Most wars are fought overseas, far away from the Utah desert where during World War II a Japanese American internment camp was located.
Another fight, however, is still silently taking its toll on citizens waiting for justice, no matter their race.

Koki Omura, a graduate student at the University of Utah, hopes to become a professional musician. Photo courtesy of Omura.
Koki Omura, a Japanese graduate student in music performance at the University of Utah, went without dinner one night because a waitress in Wyoming refused to take his order, let alone serve him.
Omura said he experienced some acts of prejudice and teasing about his accent while growing up in New Jersey, but the experience of being ignored completely was a first.
“Outside of school, things happen,” said Omura, who is from Tokyo. “The countryside and small villages that haven’t seen an Asian before are the worst.” An avid tuba player, Omura left his home country behind to pursue his dream of becoming a professional musician.
America has a history of discrimination against Asian-Americans that peaked following Pearl Harbor.
Executive Order 9066 was signed by President Franklin Roosevelt on Feb. 19, 1942. The decree forced 120,000 individuals of Japanese heritage from their homes along the Pacific Coast into prisoner camps in the Intermountain West between 1942 and 1945, for the fear they could be loyal to Japan. The years of the internment represent a time Japanese-American citizens want to forget.
Ann Takasaki, a resident of Spanish Fork, Utah, said her family was given two weeks’ notice after this order to get rid of all belongings that didn’t fit in two suitcases, and to leave their home in Santa Anita, Calif., with no prospect of returning.
“They boarded a train from San Francisco for the Heart Mountain internment camp in Wyoming without any property, money or work to look forward to,” Takasaki said.
In these camps, individuals and families were kept together by strict camp rules, high fences and aggressive security officers who were not afraid to use their firearms. Living in difficult conditions, these individuals were cut off from the world as they knew it. When these prisoners were released after two or three years in the camps, they had to start over and re build their lives from nothing.
Compensation for this discrimination toward Japanese citizens was not offered until the 1980s, when each prisoner received $10,000 from the U.S. government as restitution for the imprisonment. Today, the Day of Remembrance on Feb. 19 serves as recognition of the suffering of Japanese Americans at Utah’s Topaz and other camps throughout the West.

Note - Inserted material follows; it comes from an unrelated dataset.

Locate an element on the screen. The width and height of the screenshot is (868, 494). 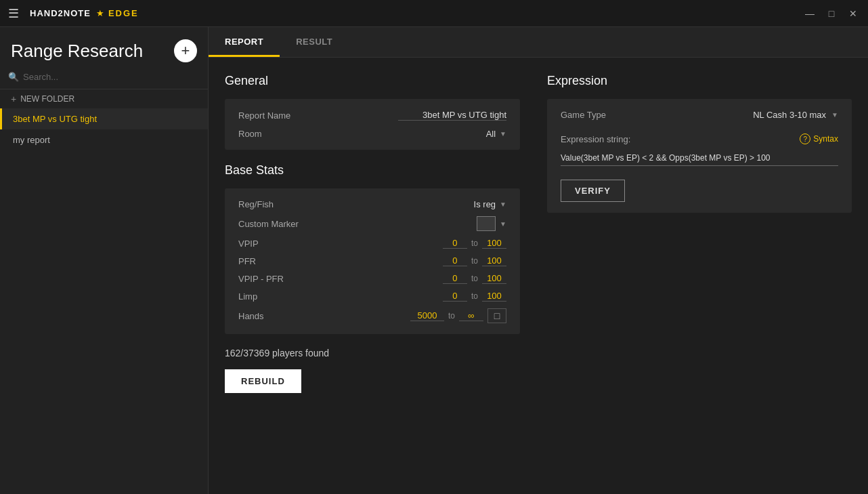
base-stats-card: Reg/Fish Is reg ▼ Custom Marker ▼ is located at coordinates (372, 262).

In the attempt to return to their homes, many families took the train as far as they could afford in one day, and then stopped to work in smaller villages so they could earn enough money for their next train ticket. Takasaki’s family tried to return to California, but, as many Japanese families in the same circumstances, they ended up finding work on a produce farm in Utah.

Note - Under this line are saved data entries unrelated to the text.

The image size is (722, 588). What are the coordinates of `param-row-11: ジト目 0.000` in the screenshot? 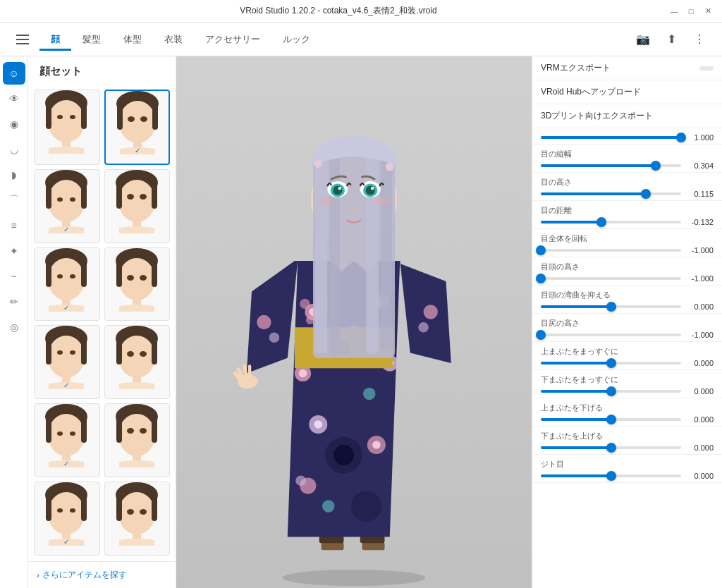 It's located at (628, 469).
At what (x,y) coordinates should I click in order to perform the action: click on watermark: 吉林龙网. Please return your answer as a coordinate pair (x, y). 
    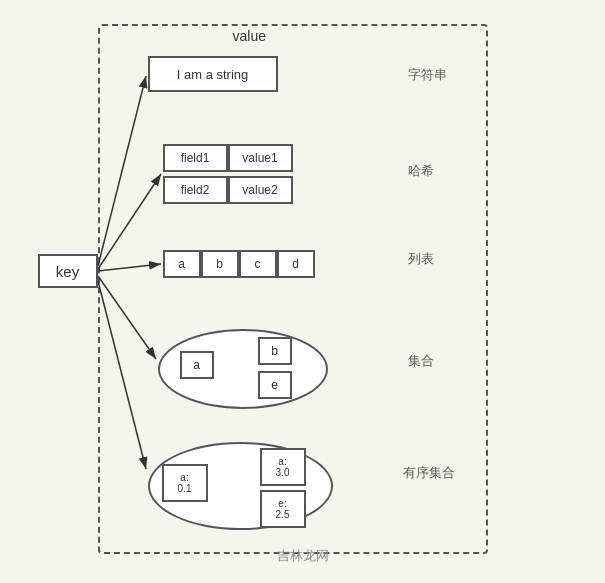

The Nishimoto family also resettled in Utah after they were released from Heart Mountain. Joanie Nishimoto, who lives in Heber City, Utah, said the camp’s treatment of her family was severe.
“The prisoners in the barracks were fed the same thing every day: potatoes and corned beef with sweet rice, just anything but Japanese food,” Nishimoto said.
She said the current prejudice against Japanese Americans isn’t anything like what it was at that time. But it will still take significant cultural mixing to fight the prejudices, because she said Utahns have a tendency to stay with their own groups. As the only Japanese student in her high school in Jerome, Idaho, Nishimoto said, “I was pretty enough to be Homecoming Queen, but not a date.”
Despite the years that have passed since these camps existed, Utah still has a long way to go in cultural reform. Paul Fisk, 28, co-president of the Salt Lake City Chapter of the Japanese American Citizens League, said there are still incidents of discrimination and inappropriate stereotyping of Asian ethnic groups in our neighborhoods.
Wesley Sasaki-Uemura, an associate professor of history at the U, said Japanese Americans learned from the internment “not to suffer injustices silently and obediently.” He believes it’s important to speak out, regardless of which racial or ethnic group is being discriminated against.
“One needs to see the parallels with the treatment of other groups,” he said, “and one needs to do what one can to address inequities.”